The builder of sleds had an excellent article of his own employed in his collateral enterprises. One day the customer whose old sled was now in the last stages of dilapidation, saw the mechanic on his way to town and came to an instant decision. He drove to the latter’s home, changed his horses to the mechanic’s sled and proceeded about his business. When he saw the owner he told him he could have his property back when he had finished the job promised weeks before. The mechanic grinned appreciatively, and in a very short time the contract was completed.

CHAPTER VI
Domestic Animals and Their Part in Legendary Humor

One of the strongest potential arguments in favor of the so-called “back to the farm” movement, is seldom appreciated by city dwellers, viz., the opportunity thus afforded for companionship with the domestic animals.

To the average person there are horses, cattle, dogs and cats; but those, especially farm people, who are in intimate daily contact with these animals, realize that every horse, cow, dog and cat has a separate individuality. Children brought up in such associations soon recognize all these distinctive traits and thereby acquire a much more broad understanding of the general manifestations of nature than is possible to the children brought up to look upon such animals with contempt, if not with dread.

People of average attainments in business, or socially, seldom appreciate how much contact with domestic animals has to do with the development of practical common sense and self-reliance among those who have been fortunate enough to spend their early days in an agricultural environment.

On every farm of any importance, the daily routine must to a certain degree take into account the varying individual traits and capacities of the farm animals. The boy who has grown up in these surroundings and who has been taught to restrain his impatience, to exercise forbearance and to help induce the sense of felicity and general comfort among the domestic animals on a farm, which is essential to their well-being, has incidentally laid the foundations for the development of that good judgment which usually determines the difference between success and failure.

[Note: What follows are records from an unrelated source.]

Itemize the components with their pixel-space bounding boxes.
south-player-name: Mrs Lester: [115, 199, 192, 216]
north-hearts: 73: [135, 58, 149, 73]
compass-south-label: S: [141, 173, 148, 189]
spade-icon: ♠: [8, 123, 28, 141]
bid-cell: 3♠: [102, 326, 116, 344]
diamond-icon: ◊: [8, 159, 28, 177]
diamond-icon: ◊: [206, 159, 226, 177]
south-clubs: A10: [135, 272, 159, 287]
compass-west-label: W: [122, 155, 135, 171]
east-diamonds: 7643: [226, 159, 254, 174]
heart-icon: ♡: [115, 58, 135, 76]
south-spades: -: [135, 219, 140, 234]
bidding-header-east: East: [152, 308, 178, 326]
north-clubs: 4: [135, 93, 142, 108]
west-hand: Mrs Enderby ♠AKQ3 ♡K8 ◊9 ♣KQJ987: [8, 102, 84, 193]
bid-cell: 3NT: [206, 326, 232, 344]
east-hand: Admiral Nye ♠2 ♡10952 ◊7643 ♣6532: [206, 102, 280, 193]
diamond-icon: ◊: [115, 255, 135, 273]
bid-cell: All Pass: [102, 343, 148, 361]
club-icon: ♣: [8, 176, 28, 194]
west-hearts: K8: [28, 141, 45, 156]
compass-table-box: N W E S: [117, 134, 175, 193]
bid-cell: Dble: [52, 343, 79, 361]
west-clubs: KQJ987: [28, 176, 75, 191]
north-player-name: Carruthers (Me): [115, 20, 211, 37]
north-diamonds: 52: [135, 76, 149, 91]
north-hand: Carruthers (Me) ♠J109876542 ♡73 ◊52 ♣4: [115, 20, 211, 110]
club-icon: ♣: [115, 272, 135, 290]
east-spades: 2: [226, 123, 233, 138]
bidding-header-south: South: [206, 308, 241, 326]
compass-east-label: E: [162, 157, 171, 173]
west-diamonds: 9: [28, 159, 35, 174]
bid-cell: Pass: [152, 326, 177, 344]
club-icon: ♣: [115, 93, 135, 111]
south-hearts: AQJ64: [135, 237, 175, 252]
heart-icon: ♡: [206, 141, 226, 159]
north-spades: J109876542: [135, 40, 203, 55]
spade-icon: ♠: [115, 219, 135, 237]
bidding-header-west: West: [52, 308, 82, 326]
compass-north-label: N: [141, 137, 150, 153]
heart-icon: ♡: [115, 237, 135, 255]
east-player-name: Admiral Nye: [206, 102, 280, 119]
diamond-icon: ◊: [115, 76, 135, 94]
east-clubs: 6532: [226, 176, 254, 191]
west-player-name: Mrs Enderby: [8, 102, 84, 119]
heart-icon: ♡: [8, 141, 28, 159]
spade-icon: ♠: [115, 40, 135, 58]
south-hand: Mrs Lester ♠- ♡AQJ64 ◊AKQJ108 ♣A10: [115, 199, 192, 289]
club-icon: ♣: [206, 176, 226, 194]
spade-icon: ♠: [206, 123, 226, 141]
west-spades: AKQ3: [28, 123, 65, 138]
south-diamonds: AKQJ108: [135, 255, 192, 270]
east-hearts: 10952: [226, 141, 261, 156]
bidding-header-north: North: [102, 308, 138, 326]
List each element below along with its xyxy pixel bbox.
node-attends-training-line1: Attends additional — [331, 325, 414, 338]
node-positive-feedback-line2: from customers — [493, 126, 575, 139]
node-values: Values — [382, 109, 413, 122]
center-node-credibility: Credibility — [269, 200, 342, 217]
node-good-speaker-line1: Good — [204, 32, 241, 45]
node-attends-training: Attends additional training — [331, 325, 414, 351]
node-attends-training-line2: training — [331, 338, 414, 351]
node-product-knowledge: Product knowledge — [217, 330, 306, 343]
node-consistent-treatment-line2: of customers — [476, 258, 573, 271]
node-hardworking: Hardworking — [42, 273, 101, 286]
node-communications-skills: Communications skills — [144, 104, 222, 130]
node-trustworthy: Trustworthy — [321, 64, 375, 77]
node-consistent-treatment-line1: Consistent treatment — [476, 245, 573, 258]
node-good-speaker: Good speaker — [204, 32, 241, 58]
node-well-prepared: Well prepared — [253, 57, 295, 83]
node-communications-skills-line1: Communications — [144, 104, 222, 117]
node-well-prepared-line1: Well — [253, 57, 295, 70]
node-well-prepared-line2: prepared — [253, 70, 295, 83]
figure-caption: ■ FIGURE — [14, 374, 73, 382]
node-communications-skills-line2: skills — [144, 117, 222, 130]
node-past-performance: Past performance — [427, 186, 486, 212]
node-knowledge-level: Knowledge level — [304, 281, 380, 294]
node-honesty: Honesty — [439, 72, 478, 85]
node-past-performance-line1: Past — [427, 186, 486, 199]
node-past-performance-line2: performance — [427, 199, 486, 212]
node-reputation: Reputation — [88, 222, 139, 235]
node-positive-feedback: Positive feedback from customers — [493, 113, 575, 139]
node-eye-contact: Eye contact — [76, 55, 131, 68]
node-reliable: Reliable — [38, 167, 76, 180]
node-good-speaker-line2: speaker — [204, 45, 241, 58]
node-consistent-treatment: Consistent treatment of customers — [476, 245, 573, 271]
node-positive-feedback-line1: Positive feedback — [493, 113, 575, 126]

The Story of a Wandering Sheep

The sheep is generally regarded as a very uninteresting animal, but occasionally there is an exception.

A man who had a small farm, stocked mostly with cattle, had a few sheep which he kept in a small pasture by themselves. Among this flock was a young masculine who had gradually acquired the opinion that he was an unusually brilliant and promising sheep. In order to exhibit the good opinion he had of himself he developed a pugnacious tendency and a disposition to wander about. Escaping from the pasture, he was reported one day as being a trespasser on the farm of a near neighbor.

The following evening the owner of the young sheep proceeded to the neighbor’s farm to reclaim the wanderer and put him back where he belonged. It had been a showery day and everything was saturated with rain. Approaching the farmyard where the strayed sheep was reported to be, the owner saw the wife of the farmer engaged in milking a cow. Incidentally, he saw the sheep on the other side of the cow from the matron. And almost immediately he saw other developments. The sheep had been regarded with strong disfavor by the strange cows with which he was surrounded and with a spirit of resentment he suddenly started head down at the cow being milked. Although the lady who was busily engaged in the milking process was totally unconscious of what was happening, it was not so with the cow. Just at the psychological moment, the cow sprang forward and the sheep came in violent contact with the lady and the milk pail. The impact was so great that the woman was thrown over backward in the soft mud of the barnyard, the contents of the pail being liberally distributed about her robust person.